Now consider California, where there are no major restrictions
to abortion and only 1% of women live in counties without an
abortion facility.
Abortion is available virtually on demand in California, and, in
2008, nearly one quarter of the 900,000 California women who got
pregnant aborted. That’s 214,109 abortions, or nearly one-fifth of
all abortions nationally.
But California’s high abortion rate probably wouldn’t change
much were Roe overturned. California is one of seven
states that have passed laws that, according to Guttmacher,
“prohibit any interference with a woman exercising her right to
obtain an abortion before viability or when necessary to protect
the life and health of the woman.”
In other words, these seven states — which together account for
one quarter of abortions nationally — have passed laws that codify
Roe.
The Center for Reproductive Rights estimates that 23 states
would protect abortion fully if Roe fell. According to the
Guttmacher statistics, these states accounted for 713,120 abortions
in 2008, or 59% of abortions nationally.
The upshot is that Roe means relatively little in terms
of the number of abortions because the vast majority of abortions
take place in states that would almost certainly keep the practice
legal if Roe fell, and relatively few abortions take place
in states that would ban the procedure.
But that doesn’t mean Roe isn’t important. I asked
experts on both sides of the debate whether Roe still
matters. Not surprisingly, they all responded emphatically that it
does.
Susan Cohen, director of Government Affairs with the Guttmacher
Institute, told me that because many states might “jump to
criminalize abortion” if Roe were overturned, Roe
“has never been more relevant or critical in maintaining basic
protections and rights for American women.”
Denise Burke of Americans United for Life, a pro-life legal
organization that creates model pro-life legislation for states,
told me that Roe’s reversal is important because, among
other things, Roe is “the paradigmatic case of judicial
usurpation of the legislative role.” She says that striking it down
would take away the federal courts’ power to decide abortion policy
and block laws passed by the people’s elected representatives.
Robert George, McCormick Professor of Jurisprudence at Princeton
University, wrote in an email that even a relatively small drop in
abortions after Roe would be “well worth doing” because
“each human life spared is on inestimable value.”
But George thinks pro-lifers shouldn’t be satisfied with merely
working to overturn Roe.
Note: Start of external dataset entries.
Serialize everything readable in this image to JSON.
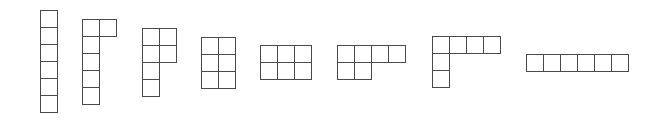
{
  "diagram": {
    "line_color": "#4a4a4a",
    "cell_size": 18,
    "shapes": [
      {
        "name": "shape-1-column",
        "x": 40,
        "y": 10,
        "cells": [
          [
            0,
            0
          ],
          [
            0,
            1
          ],
          [
            0,
            2
          ],
          [
            0,
            3
          ],
          [
            0,
            4
          ],
          [
            0,
            5
          ]
        ]
      },
      {
        "name": "shape-2",
        "x": 82,
        "y": 19,
        "cells": [
          [
            0,
            0
          ],
          [
            1,
            0
          ],
          [
            0,
            1
          ],
          [
            0,
            2
          ],
          [
            0,
            3
          ],
          [
            0,
            4
          ]
        ]
      },
      {
        "name": "shape-3",
        "x": 142,
        "y": 28,
        "cells": [
          [
            0,
            0
          ],
          [
            1,
            0
          ],
          [
            0,
            1
          ],
          [
            1,
            1
          ],
          [
            0,
            2
          ],
          [
            0,
            3
          ]
        ]
      },
      {
        "name": "shape-4",
        "x": 201,
        "y": 37,
        "cells": [
          [
            0,
            0
          ],
          [
            1,
            0
          ],
          [
            0,
            1
          ],
          [
            1,
            1
          ],
          [
            0,
            2
          ],
          [
            1,
            2
          ]
        ]
      },
      {
        "name": "shape-5",
        "x": 260,
        "y": 45,
        "cells": [
          [
            0,
            0
          ],
          [
            1,
            0
          ],
          [
            2,
            0
          ],
          [
            0,
            1
          ],
          [
            1,
            1
          ],
          [
            2,
            1
          ]
        ]
      },
      {
        "name": "shape-6",
        "x": 337,
        "y": 45,
        "cells": [
          [
            0,
            0
          ],
          [
            1,
            0
          ],
          [
            2,
            0
          ],
          [
            3,
            0
          ],
          [
            0,
            1
          ],
          [
            1,
            1
          ]
        ]
      },
      {
        "name": "shape-7",
        "x": 432,
        "y": 36,
        "cells": [
          [
            0,
            0
          ],
          [
            1,
            0
          ],
          [
            2,
            0
          ],
          [
            3,
            0
          ],
          [
            0,
            1
          ],
          [
            0,
            2
          ]
        ]
      },
      {
        "name": "shape-8-row",
        "x": 526,
        "y": 54,
        "cells": [
          [
            0,
            0
          ],
          [
            1,
            0
          ],
          [
            2,
            0
          ],
          [
            3,
            0
          ],
          [
            4,
            0
          ],
          [
            5,
            0
          ]
        ]
      }
    ]
  }
}
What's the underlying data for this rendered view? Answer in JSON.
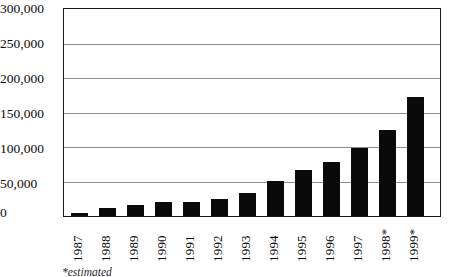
{
  "chart_data": {
    "type": "bar",
    "title": "",
    "xlabel": "",
    "ylabel": "",
    "categories": [
      "1987",
      "1988",
      "1989",
      "1990",
      "1991",
      "1992",
      "1993",
      "1994",
      "1995",
      "1996",
      "1997",
      "1998*",
      "1999*"
    ],
    "values": [
      5000,
      11000,
      16000,
      20000,
      20000,
      25000,
      33000,
      51000,
      67000,
      78000,
      99000,
      124000,
      173000
    ],
    "ylim": [
      0,
      300000
    ],
    "ytick_values": [
      0,
      50000,
      100000,
      150000,
      200000,
      250000,
      300000
    ],
    "ytick_labels": [
      "0",
      "50,000",
      "100,000",
      "150,000",
      "200,000",
      "250,000",
      "300,000"
    ],
    "grid": true,
    "legend": "none",
    "bar_color": "#0a0a0a",
    "gridline_color": "#8d8d8d",
    "frame_color": "#1a1a1a",
    "footnote": "*estimated"
  }
}
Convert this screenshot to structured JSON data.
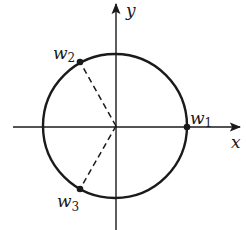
{
  "diagram": {
    "type": "unit-circle-roots",
    "axes": {
      "x_label": "x",
      "y_label": "y"
    },
    "circle": {
      "center": [
        115,
        126
      ],
      "radius": 72
    },
    "points": [
      {
        "id": "w1",
        "label": "w",
        "subscript": "1",
        "angle_deg": 0
      },
      {
        "id": "w2",
        "label": "w",
        "subscript": "2",
        "angle_deg": 120
      },
      {
        "id": "w3",
        "label": "w",
        "subscript": "3",
        "angle_deg": 240
      }
    ],
    "dashed_segments": [
      "origin-to-w2",
      "origin-to-w3"
    ],
    "colors": {
      "ink": "#1a1a1a",
      "background": "#ffffff"
    }
  }
}
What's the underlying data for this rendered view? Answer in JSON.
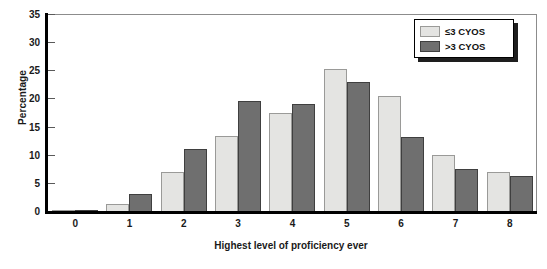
{
  "chart_data": {
    "type": "bar",
    "title": "",
    "xlabel": "Highest level of proficiency ever",
    "ylabel": "Percentage",
    "categories": [
      "0",
      "1",
      "2",
      "3",
      "4",
      "5",
      "6",
      "7",
      "8"
    ],
    "series": [
      {
        "name": "≤3 CYOS",
        "color": "#e4e4e2",
        "values": [
          0.2,
          1.3,
          7.0,
          13.4,
          17.4,
          25.3,
          20.5,
          9.9,
          7.0
        ]
      },
      {
        "name": ">3 CYOS",
        "color": "#6f6f6f",
        "values": [
          0.2,
          3.1,
          11.0,
          19.6,
          19.0,
          23.0,
          13.1,
          7.4,
          6.2
        ]
      }
    ],
    "ylim": [
      0,
      35
    ],
    "yticks": [
      0,
      5,
      10,
      15,
      20,
      25,
      30,
      35
    ],
    "ytick_labels": [
      "0",
      "5",
      "10",
      "15",
      "20",
      "25",
      "30",
      "35"
    ],
    "grid": false,
    "legend_position": "top-right"
  }
}
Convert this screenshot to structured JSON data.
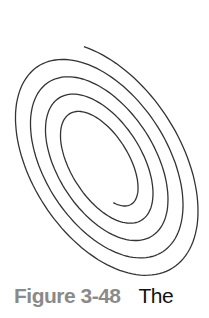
{
  "figure": {
    "type": "elliptical-spiral",
    "turns": 4.5,
    "stroke_color": "#333333",
    "caption_label": "Figure 3-48",
    "caption_text": "The"
  }
}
He believes they should also work
for federal protection of unborn human life. He believes abortion
is not purely a state issue and that the 14th Amendment to the
Constitution expressly empowers Congress to enforce through
legislation the guarantees of due process and equal protection to
unborn human beings as persons.
George also mentioned the “enormous symbolic significance” of
Roe and the corresponding symbolic significance that its
reversal would have.
Michael New, an assistant professor at the University of
Michigan–Dearborn who studies abortion trends, conceded that
Roe’s reversal wouldn’t significantly change the legal
status of abortion in many states.
But because “the law is a powerful teacher,” he thinks
overturning Roe “would be an important first step for the
pro-life movement.… For the first time in nearly 40 years it would
result in a meaningful national debate about what sort of legal
protection unborn children deserve.”
Carol Tobias, president of National Right to Life, agreed.
“Roe is still relevant,” she said. Tobias referred to
Roe’s reversal as “a teaching tool,” because as long as
Roe remains, nine unelected justices are setting abortion
policy for the entire country.
Roe’s demise, in Tobias’s formulation, would be “a
beginning not an end.” If that’s true, it’s a beginning pro-lifers
have been waiting 39 years to commence.